● Exercise details:
The response must consist of the lines below from the one with "Identify the location of sidebar: Menu" through the one with "What are the", exactly as they appear and with both ends kept.

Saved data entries
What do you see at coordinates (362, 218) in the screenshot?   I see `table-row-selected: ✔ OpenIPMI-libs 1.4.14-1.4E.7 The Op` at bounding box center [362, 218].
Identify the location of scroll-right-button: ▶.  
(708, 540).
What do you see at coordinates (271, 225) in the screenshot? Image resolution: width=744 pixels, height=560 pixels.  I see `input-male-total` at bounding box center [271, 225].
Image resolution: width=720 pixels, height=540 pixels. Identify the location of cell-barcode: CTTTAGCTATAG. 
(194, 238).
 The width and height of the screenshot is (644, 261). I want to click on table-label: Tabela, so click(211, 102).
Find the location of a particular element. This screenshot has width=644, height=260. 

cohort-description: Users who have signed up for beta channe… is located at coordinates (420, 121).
--
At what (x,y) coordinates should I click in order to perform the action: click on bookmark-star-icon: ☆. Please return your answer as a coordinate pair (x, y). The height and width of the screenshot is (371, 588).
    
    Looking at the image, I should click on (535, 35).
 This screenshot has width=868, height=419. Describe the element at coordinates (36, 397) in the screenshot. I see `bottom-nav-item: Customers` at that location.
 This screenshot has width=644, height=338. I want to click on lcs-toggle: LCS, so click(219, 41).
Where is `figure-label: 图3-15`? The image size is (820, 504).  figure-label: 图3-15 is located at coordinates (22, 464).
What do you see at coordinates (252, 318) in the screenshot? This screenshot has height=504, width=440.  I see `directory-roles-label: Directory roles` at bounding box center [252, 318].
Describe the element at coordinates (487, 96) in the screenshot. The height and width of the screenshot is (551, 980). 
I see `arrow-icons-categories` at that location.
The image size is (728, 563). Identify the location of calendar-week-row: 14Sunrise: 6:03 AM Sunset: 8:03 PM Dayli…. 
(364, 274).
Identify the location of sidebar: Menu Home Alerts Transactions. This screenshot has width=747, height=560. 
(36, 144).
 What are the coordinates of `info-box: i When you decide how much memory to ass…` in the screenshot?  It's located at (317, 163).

● Exercise output:
Identify the location of sidebar: Menu Home Alerts Transactions. This screenshot has width=747, height=560. 
(36, 144).
 What are the coordinates of `info-box: i When you decide how much memory to ass…` in the screenshot?  It's located at (317, 163).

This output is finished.